The Peacock Emporium(42)
“Jason thinks I lie even when I don’t,” said Jessie cheerily. “We had a massive fight once because I didn’t vacuum when I was ill. He likes to see those little lines in the carpet, you see, just to prove I’ve done it. But I had this food poisoning, chicken I think it was, so I just lay in bed.
“When he got home I was feeling a bit better and he accused me of sitting around on my arse all day, even though I’d managed to make his tea. And I was so cross I just hit him with the pan. You don’t know how much I’d wanted to puke just peeling his spuds.” She laughed guiltily.
“That’s men, dear,” said Mrs. Creek, vaguely, as if they were some kind of affliction.
“What did he do?” said Suzanna, struck by this casual depiction of violence, and unsure whether to take what Jessie had just said at face value.
“He hit me back. So I hit him with the pan again, and knocked out half his tooth.” She gestured toward the back of her mouth, showing where the damage had been done.
Mrs. Creek had stared across the road, as if she hadn’t heard. After a moment’s stillness, Suzanna had smiled vaguely, as if she had forgotten to pick something up, then turned and walked back into the shop.

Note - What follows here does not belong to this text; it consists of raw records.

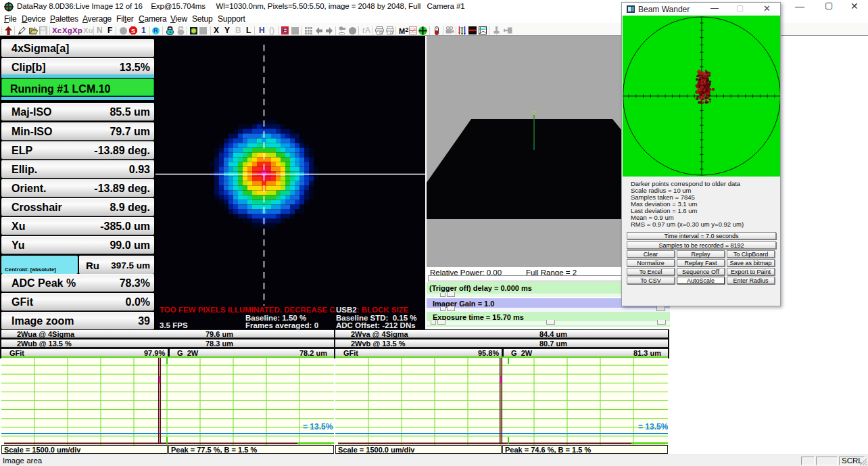  I want to click on svg-text: C, so click(285, 30).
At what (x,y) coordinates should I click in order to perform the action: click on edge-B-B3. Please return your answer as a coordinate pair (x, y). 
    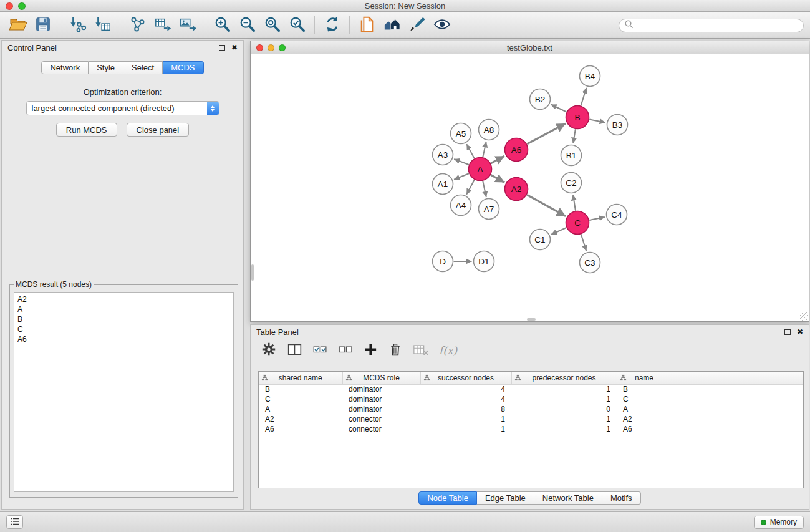
    Looking at the image, I should click on (597, 121).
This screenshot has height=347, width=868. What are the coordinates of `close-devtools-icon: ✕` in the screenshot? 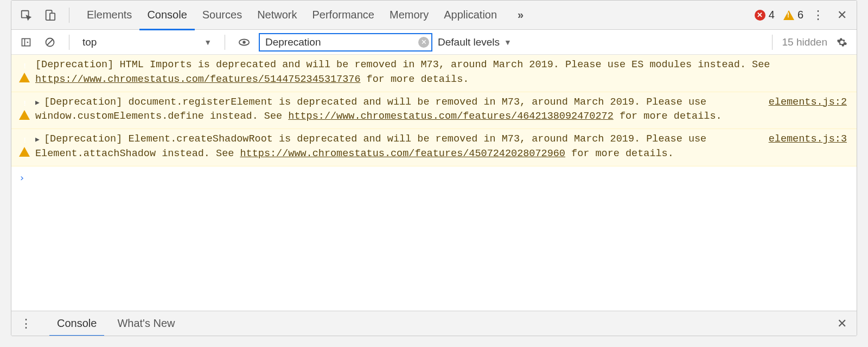 It's located at (842, 15).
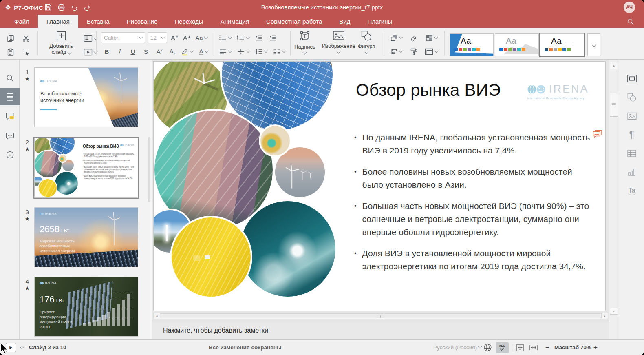 This screenshot has width=644, height=355. What do you see at coordinates (120, 51) in the screenshot?
I see `italic-button: I` at bounding box center [120, 51].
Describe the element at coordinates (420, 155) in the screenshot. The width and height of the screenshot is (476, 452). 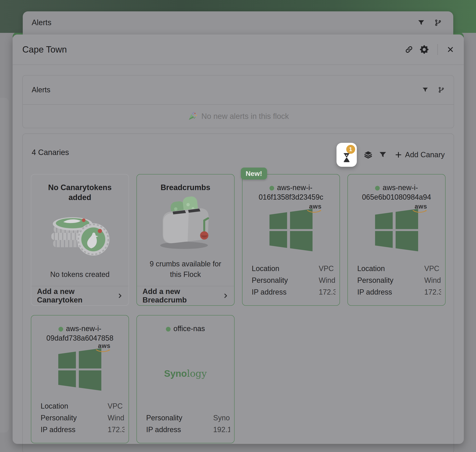
I see `add-canary-button: Add Canary` at that location.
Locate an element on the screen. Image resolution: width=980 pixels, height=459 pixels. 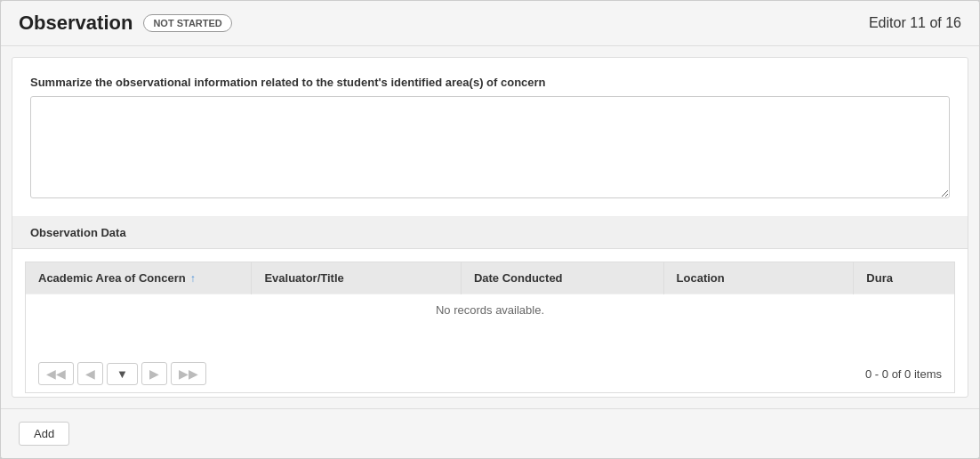
page-select-value: ▼ is located at coordinates (123, 374).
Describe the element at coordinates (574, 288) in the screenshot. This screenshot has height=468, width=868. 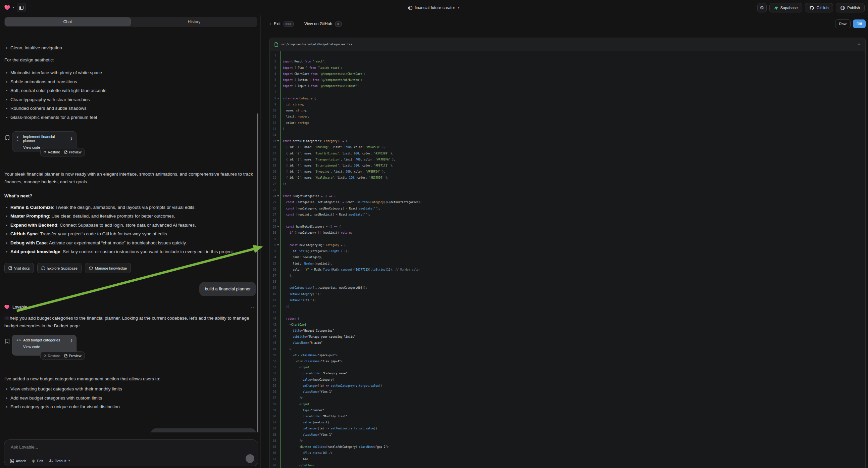
I see `code-line: setCategories([...categories, newCategor…` at that location.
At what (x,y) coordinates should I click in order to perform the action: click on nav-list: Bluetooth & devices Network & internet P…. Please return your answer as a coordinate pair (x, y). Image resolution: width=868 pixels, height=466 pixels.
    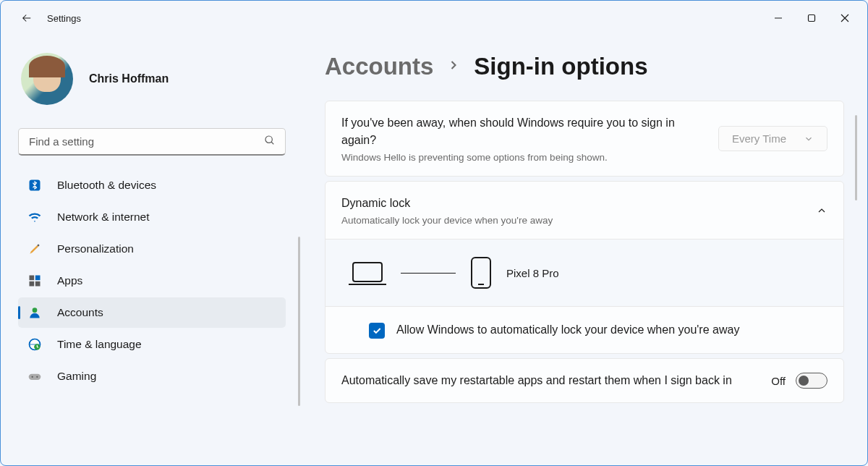
    Looking at the image, I should click on (152, 281).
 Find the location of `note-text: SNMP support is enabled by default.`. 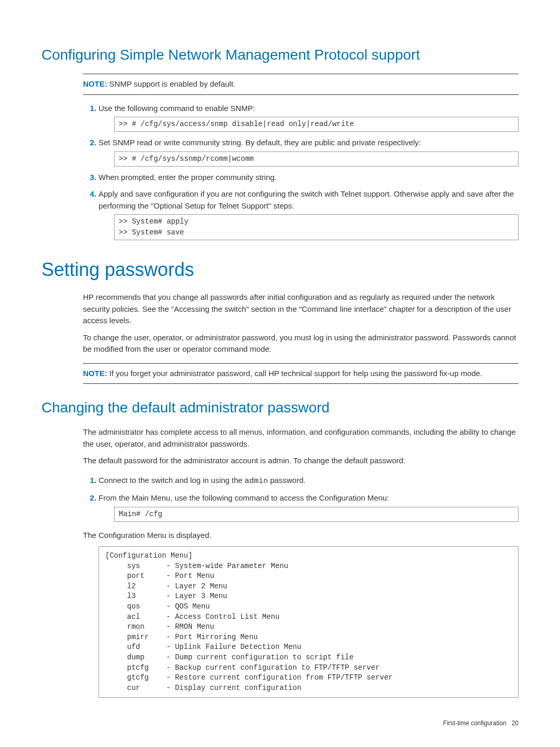

note-text: SNMP support is enabled by default. is located at coordinates (171, 84).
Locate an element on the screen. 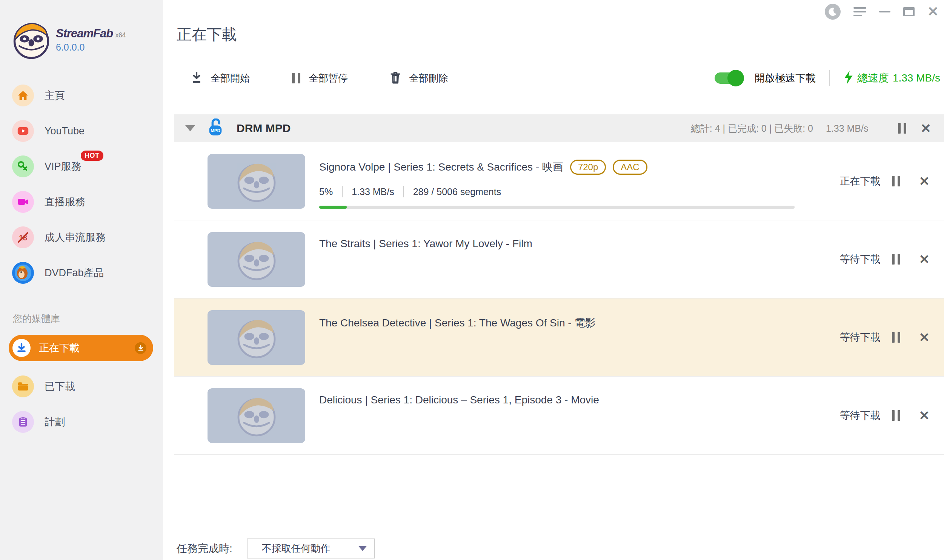  key-icon is located at coordinates (23, 166).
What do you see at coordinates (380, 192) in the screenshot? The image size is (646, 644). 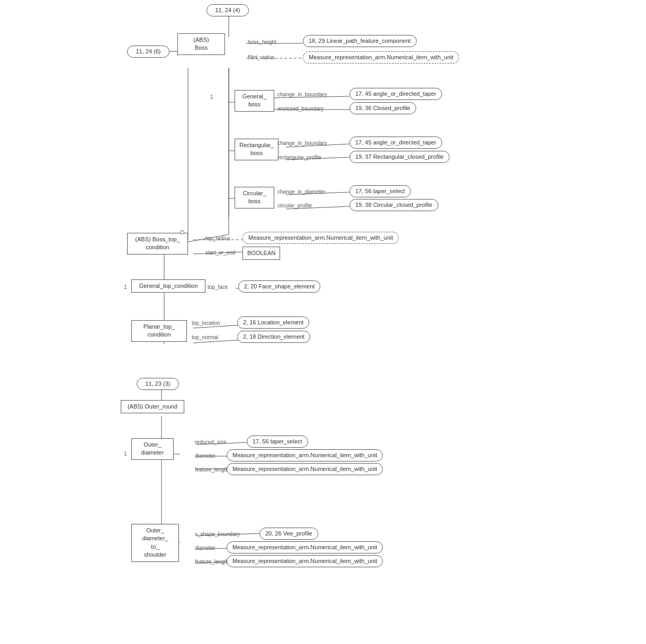 I see `c-change-node: 17, 56 taper_select` at bounding box center [380, 192].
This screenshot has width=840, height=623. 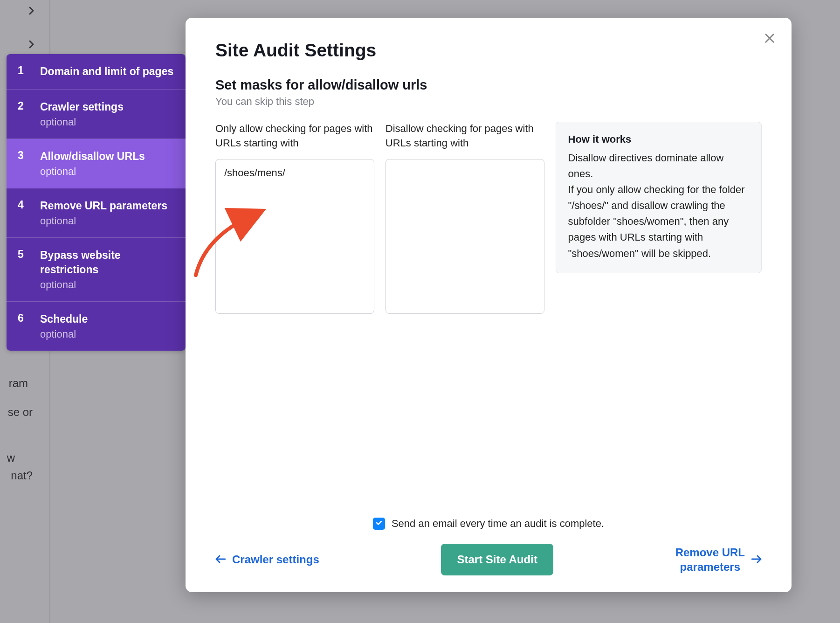 What do you see at coordinates (465, 137) in the screenshot?
I see `disallow-label: Disallow checking for pages with URLs st…` at bounding box center [465, 137].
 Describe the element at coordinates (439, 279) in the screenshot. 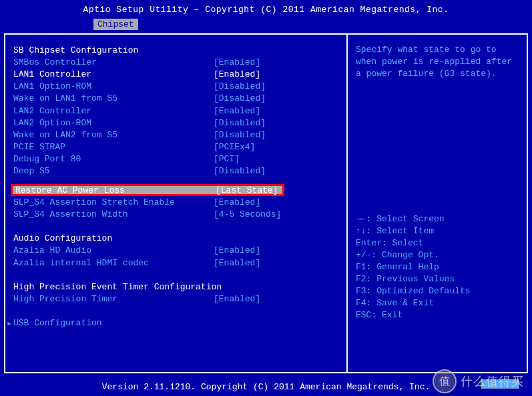

I see `nav-hint: F2: Previous Values` at that location.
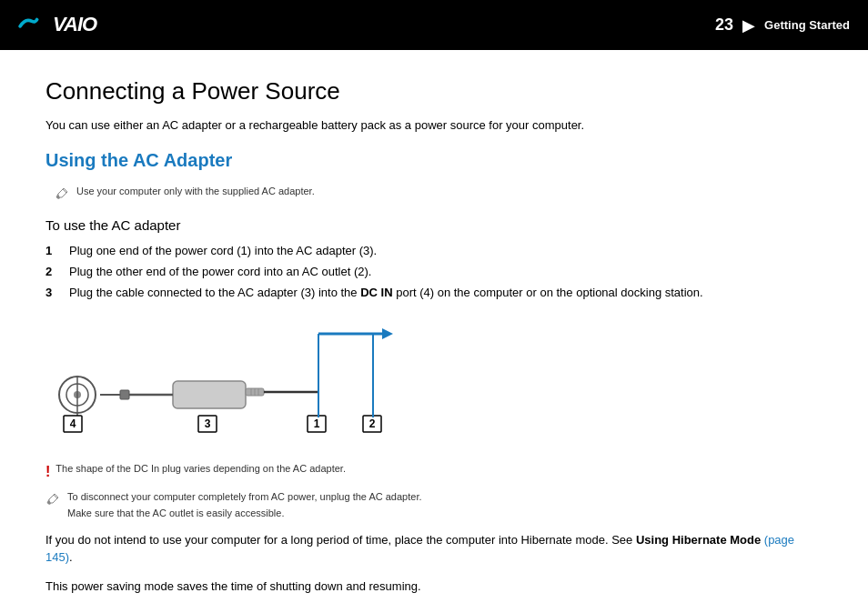 The image size is (868, 613). Describe the element at coordinates (782, 25) in the screenshot. I see `header-right: 23 ▶ Getting Started` at that location.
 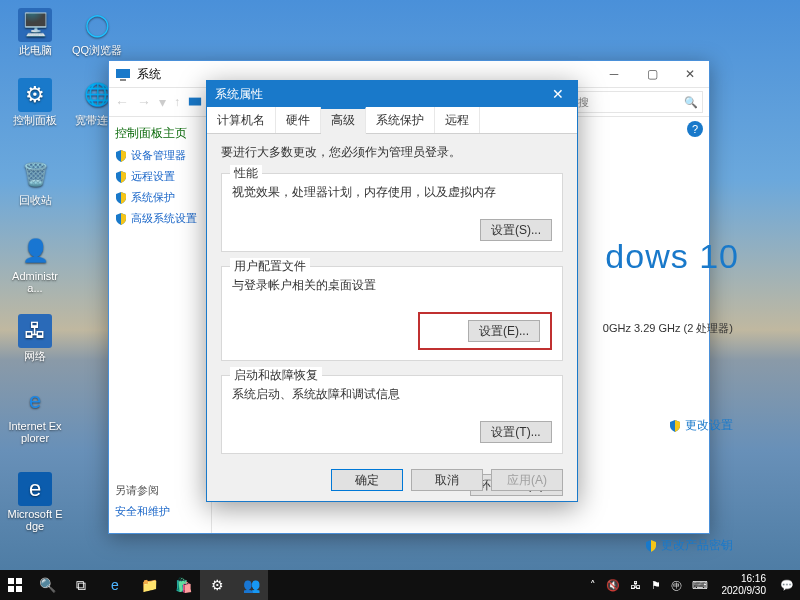 What do you see at coordinates (47, 585) in the screenshot?
I see `taskbar-search: 🔍` at bounding box center [47, 585].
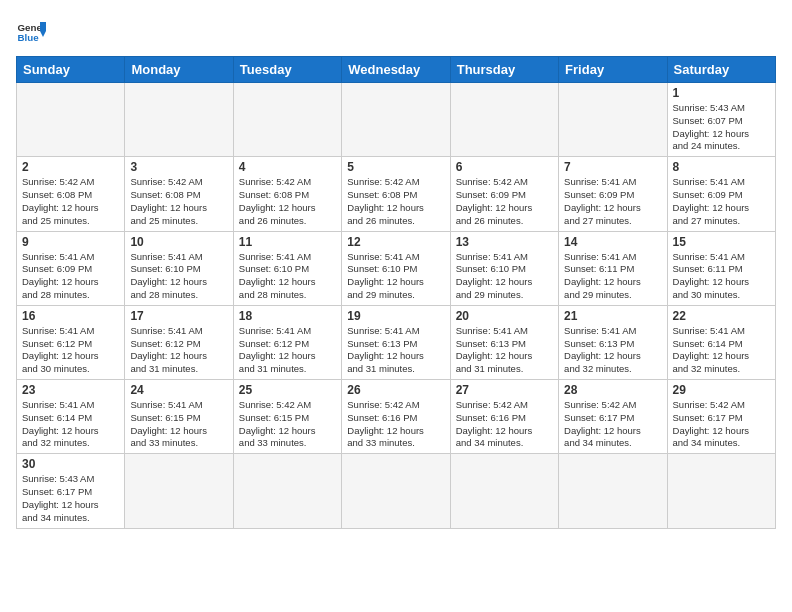 This screenshot has width=792, height=612. I want to click on day-number: 30, so click(70, 464).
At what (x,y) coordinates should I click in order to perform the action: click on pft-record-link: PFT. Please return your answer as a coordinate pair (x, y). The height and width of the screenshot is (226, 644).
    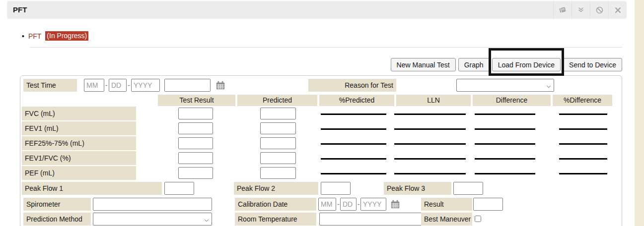
    Looking at the image, I should click on (35, 36).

“Are you scared of him?” she asked, sometime later, when Mrs. Creek had gone. She had been trying to imagine Neil filled with enough violence to hit her.
“Who?”
“Your . . . Jason.”
“Frightened of him? Nah.” Jessie had shaken her head, her expression one of fond indulgence. She glanced at Suzanna and evidently decided the concern in her expression made some sort of explanation necessary. “Look, his problem is I’m better with words than he is. So I know how to really wind him up. And if he starts getting at me I just twist his words back, tie him in knots, which makes him feel stupid. I know I shouldn’t, but . . . you know how they get on your nerves sometimes?”
Suzanna nodded.
“And sometimes I just get a bit carried away. And I don’t leave him”—her smile faded—“I guess I don’t really leave him anywhere to go.”
There was a brief silence.
Outside, two schoolboys were kicking someone’s bookbag back and forth across the road.
“I love this shop,” said Jessie. “I don’t know what it is about it, because it wasn’t like this when it was the Red Horse, but it’s like it’s got a really good vibe to it. Do you know what I mean?”
“Yes. I thought when I came in first that it was just the smell of the coffee and stuff. Or perhaps all the pretty things. It’s a bit of an Aladdin’s cave, isn’t it? But I think there’s something about the shop itself. It always makes me”—she paused—“feel better.”
The two boys had stopped, were examining something that one had pulled from his pocket, muttering in low voices.
The women watched them from the window.
“It’s not what you’re thinking,” said Jessie, eventually.
“No,” said Suzanna, who felt suddenly middle class and na?ve. “Of course not.”
* * *
—
Jessie had left at a quarter past two to pick up her daughter from school early and, with the head teacher’s permission, take her for a birthday treat. If Emma fancied it, she said, they might buy ice-cream bars, and sit at the table outside the shop to eat them. “They go on a school trip to France next year,” she said as she left. “I told her that was how the French eat and now all she wants to do is drag our chairs outside.”
Suzanna was halfway down the cellar steps when she heard the door open. She shouted that she would be there in a second. She tripped up the last step, and swore softly as she nearly dropped her armful of suede-bound notebooks. Things invariably seemed easier when Jessie was there.
Her father stood in the middle of the shop, his arms crossed awkwardly as if he was unwilling to be seen standing too close to anything. He was staring down behind the counter. When Suzanna came in, he jumped.
“Dad,” she said, blushing.
“Suzanna.” He nodded.
There was a silence. She wondered, fantastically, whether he was going to apologize for his previous comments to her. But she was old enough to understand that his arrival in her shop was as conciliatory a gesture as he was likely to make. “You nearly missed me,” she babbled, raising a smile. “I was out till about half an hour ago. You would have got Jessie . . . my assistant.”
He had removed his hat and held it in his hands, a curiously courteous gesture. “I was just passing. Had to come in to meet my accountant, so I thought I’d . . . take a look at your shop.”
Suzanna stood, clutching her notebooks. “Well, here it is.”
“Indeed.”
She made as if to peer behind him. “No Mum?”
“She’s at home.”
She put the notebooks on a table, and glanced at the objects around them, trying to see them through her father’s eyes. “Fripperies and nonsense,” she could imagine him saying. Who was going to want to spend good money on a mosaic candleholder, or a pile of secondhand embroidered napkins?
“Did Neil tell you? We’re doing really well.” It felt easier to pretend that this was Neil’s venture too. She knew her father thought him a more sensible fellow.